Caoilinn Springall and George Clooney in "The Midnight Sky" Photo Credit: RottenTomatoes.com |
While George Clooney’s career as an actor has been consistent in terms of quality, his work as a director has been up and down. He’s had critically acclaimed films like, “Confessions of a Dangerous Mind,” Good Night, and Good Luck,” and “The Ides of March,” but he didn’t have such luck with his films “Leatherheads,” “The Monuments Men,” and “Suburbicon.”
Given how Clooney has built up a filmography (as both an actor and a director) of working on movies that deal with social and political issues, I was eager to see how he would handle science-fiction for his next directorial project, “The Midnight Sky.” Unfortunately, although he shows glimmers of his talents as a filmmaker, he never reaches the full potential that the story promises.
In 2049, Augustine Lofthouse (Clooney) works at a research outpost in the Arctic. When an unknown global catastrophe forces the staff to evacuate, he decides to stay. Afterwards, he finds a young girl, Iris (Caoilinn Springall), who was left behind. Augustine soon realizes that he must contact a space crew, made up of Dr. Sullivan (Felicity Jones), Commander Adewole (David Oyelowo), Maya (Tiffany Boone), Sanchez (Demián Bichir), and Mitchell (Kyle Chandler), to warn them against returning to Earth.
While Clooney does what he can with the character, the role pretty much just has him looking and sounding weary. While he’s given the chance to express more emotion in the last couple of scenes, it’s not enough to make his character as complex as he was in the book.
Springall’s performance is mostly nonverbal, so she has to rely on conveying her thoughts with her eyes and facial expressions. Unlike the other characters in the book and their movie counterparts, what you see in Springall’s character in the source material is what you have in the movie. While there isn’t a whole lot to her character, there are moments when Springall shows her character’s ability to look into Augustine’s soul, seeming like she can see what he feels. This at least adds a layer to the bond that the two characters create as they try to survive the harsh conditions of the Arctic.
It’s a shame that such a talented cast was assembled to portray the space crew because, although they show fine chemistry, their characters are about as one-dimensional as Clooney’s. But, just like him, they’re given some dramatic material with which to work in the last half hour. It’s a chance for them to show the talents that we’ve seen them exhibit in the past, but the movie does them a disservice in offering very little dramatic heft in other parts of the movie.

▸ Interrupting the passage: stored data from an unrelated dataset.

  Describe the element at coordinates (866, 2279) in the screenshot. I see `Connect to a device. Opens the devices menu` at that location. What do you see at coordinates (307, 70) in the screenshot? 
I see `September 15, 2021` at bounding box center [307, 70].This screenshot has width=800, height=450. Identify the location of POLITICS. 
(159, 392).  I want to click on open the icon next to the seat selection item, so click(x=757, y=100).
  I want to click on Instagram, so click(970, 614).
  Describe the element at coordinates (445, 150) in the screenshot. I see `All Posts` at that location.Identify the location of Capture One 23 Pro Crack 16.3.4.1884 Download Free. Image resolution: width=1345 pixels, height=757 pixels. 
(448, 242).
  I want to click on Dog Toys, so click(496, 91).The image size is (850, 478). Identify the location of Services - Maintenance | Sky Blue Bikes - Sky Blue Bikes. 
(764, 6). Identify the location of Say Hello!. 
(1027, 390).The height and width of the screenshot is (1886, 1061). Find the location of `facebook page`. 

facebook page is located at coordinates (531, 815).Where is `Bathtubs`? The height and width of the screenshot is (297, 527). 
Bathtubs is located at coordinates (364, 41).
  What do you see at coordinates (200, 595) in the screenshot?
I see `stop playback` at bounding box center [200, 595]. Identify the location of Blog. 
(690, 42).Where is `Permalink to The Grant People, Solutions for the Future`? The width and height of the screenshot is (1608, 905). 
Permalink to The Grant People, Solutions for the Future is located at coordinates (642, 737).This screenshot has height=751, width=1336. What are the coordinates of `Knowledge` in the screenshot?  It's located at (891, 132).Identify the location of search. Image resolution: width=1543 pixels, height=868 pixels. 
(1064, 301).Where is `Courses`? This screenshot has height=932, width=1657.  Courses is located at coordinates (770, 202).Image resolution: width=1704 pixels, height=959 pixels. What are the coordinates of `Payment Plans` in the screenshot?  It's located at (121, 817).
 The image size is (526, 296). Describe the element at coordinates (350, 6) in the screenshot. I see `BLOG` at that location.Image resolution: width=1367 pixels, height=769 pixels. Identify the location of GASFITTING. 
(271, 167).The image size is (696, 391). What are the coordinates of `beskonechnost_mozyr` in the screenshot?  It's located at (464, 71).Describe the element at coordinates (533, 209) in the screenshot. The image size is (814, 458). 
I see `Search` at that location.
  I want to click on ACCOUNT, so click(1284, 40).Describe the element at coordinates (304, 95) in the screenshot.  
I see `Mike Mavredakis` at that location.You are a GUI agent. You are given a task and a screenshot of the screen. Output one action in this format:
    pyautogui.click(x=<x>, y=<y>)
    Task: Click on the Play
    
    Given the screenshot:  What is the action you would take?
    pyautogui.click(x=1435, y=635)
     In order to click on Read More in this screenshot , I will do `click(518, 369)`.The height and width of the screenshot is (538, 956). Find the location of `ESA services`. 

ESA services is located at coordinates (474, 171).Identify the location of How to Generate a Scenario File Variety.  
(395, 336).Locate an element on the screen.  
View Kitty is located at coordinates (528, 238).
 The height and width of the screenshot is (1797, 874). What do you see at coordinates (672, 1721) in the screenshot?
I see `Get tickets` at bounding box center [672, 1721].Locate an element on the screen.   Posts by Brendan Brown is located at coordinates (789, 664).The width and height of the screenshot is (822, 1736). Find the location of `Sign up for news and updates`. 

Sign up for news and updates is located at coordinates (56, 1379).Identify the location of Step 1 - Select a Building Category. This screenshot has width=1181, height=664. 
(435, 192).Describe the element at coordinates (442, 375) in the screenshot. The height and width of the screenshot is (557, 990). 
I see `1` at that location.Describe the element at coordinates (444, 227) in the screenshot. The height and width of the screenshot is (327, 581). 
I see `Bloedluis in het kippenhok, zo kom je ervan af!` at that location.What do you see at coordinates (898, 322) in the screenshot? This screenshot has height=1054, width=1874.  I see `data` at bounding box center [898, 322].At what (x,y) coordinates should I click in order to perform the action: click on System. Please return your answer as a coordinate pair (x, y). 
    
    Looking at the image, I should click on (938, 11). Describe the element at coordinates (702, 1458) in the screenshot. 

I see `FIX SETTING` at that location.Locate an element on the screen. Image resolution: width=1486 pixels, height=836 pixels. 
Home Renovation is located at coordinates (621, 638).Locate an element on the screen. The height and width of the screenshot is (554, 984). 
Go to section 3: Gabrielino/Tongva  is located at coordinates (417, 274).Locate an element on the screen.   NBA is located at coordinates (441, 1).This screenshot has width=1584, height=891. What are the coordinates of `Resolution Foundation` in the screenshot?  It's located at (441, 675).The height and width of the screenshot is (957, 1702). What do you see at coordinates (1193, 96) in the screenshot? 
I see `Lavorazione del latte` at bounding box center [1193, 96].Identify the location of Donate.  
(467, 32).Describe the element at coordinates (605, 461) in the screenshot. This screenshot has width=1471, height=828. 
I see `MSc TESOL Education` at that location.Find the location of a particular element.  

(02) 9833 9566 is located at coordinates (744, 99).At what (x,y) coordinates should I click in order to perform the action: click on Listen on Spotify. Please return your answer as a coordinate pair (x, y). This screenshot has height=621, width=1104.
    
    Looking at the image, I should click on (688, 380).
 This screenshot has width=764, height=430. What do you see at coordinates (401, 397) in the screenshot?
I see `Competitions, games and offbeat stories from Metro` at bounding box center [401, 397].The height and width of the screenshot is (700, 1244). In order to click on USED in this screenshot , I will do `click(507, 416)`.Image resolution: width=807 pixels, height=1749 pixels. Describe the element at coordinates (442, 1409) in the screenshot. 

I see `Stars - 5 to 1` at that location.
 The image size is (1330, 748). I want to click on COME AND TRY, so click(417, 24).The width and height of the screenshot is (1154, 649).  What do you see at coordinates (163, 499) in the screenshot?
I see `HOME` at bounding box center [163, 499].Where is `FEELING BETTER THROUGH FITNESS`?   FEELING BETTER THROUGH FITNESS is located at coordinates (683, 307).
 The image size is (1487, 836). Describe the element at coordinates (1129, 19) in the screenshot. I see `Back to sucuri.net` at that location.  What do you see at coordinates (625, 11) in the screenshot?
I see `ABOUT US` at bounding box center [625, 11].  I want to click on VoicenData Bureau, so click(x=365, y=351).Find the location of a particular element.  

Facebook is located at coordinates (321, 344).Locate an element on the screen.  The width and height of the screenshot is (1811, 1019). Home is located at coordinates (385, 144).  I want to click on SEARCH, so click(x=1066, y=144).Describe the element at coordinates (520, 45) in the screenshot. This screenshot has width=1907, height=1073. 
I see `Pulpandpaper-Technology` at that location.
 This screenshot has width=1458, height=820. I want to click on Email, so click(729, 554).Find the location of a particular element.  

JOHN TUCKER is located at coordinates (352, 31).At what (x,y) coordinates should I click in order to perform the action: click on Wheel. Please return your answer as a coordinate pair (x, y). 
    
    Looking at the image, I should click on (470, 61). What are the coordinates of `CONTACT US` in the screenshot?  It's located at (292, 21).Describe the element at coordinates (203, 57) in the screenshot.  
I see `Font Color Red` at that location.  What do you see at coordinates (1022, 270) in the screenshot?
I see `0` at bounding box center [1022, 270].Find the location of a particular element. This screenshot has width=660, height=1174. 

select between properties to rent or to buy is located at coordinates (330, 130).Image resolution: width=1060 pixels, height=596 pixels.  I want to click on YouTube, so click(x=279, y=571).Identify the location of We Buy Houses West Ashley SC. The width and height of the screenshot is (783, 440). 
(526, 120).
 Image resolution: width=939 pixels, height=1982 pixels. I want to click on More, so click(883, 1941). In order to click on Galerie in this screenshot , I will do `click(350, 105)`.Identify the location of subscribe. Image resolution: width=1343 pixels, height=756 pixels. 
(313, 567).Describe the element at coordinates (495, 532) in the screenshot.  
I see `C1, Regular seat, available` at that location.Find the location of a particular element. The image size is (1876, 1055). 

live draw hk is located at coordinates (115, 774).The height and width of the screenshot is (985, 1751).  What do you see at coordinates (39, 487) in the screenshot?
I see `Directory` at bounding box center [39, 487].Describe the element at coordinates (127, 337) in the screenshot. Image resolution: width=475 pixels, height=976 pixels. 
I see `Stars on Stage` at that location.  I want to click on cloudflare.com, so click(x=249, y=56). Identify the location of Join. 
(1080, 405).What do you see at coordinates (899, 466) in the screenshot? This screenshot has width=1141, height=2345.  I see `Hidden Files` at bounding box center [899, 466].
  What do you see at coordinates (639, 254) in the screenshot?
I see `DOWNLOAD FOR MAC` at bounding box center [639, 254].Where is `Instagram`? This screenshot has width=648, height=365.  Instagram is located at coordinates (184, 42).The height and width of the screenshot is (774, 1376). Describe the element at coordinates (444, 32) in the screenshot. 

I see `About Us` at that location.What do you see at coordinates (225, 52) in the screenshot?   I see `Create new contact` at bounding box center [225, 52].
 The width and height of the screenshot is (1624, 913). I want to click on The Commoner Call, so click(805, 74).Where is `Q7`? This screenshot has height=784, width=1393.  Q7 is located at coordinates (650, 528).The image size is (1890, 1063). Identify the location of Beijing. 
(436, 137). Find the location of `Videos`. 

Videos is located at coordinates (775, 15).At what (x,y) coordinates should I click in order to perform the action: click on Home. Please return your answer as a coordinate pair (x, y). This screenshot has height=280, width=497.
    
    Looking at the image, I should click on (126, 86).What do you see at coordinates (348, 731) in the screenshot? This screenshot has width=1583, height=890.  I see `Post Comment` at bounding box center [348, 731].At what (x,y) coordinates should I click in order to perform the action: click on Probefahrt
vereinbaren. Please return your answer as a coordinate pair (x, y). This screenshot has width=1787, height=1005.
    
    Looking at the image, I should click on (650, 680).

Given how Mark L. Smith was a cowriter with Alejandro G. Iñárritu on the latter’s film, “The Revenant,” you would think that he would be a good fit to write “The Midnight Sky,” seeing as both that and “The Revenant” are survival stories. However, the power that was put into “The Revenant” is missing here. One of the areas where Smith’s screenplay, which is based on Lily Brooks-Dalton’s 2016 novel, “Good Morning, Midnight,” suffers the most is the thin characterization. The blandness of the characters isn’t at the fault of the actors and actresses portraying them, but more so in the way that they’re adapted. In the book, we’re given access to Augustine and Sullivan’s thoughts, while also learning details from some of the other characters’ backstories, but you’re not provided with that chance to learn much about anyone because of how watered down those backstories are.
The screenplay also cuts back on a lot of the tension that arises among the space crew in the source material. What makes their storyline in the book so engaging is how they don’t always get along but have to overcome their animosity so that they can take care of any life-threatening issues that arise. In the film, it’s mainly them going about day-to-day business. However, Smith does offer one tense scene near the beginning of the third act that captures the apprehension of the novel and is one of the few memorable sequences of the film.
Despite the thinness of the script, Clooney does an okay job when extracting whatever tension that he can out of the story. With a reliably beautiful score from Alexandre Desplat and some fine-looking cinematography from Martin Ruhe that displays the unforgiving vastness of the Arctic and space, Clooney at least succeeds in making the movie atmospheric here and there.
In the end, “The Midnight Sky” had the promise to be a compelling sci-fi drama, but just like something floating in space, it’s rather weightless.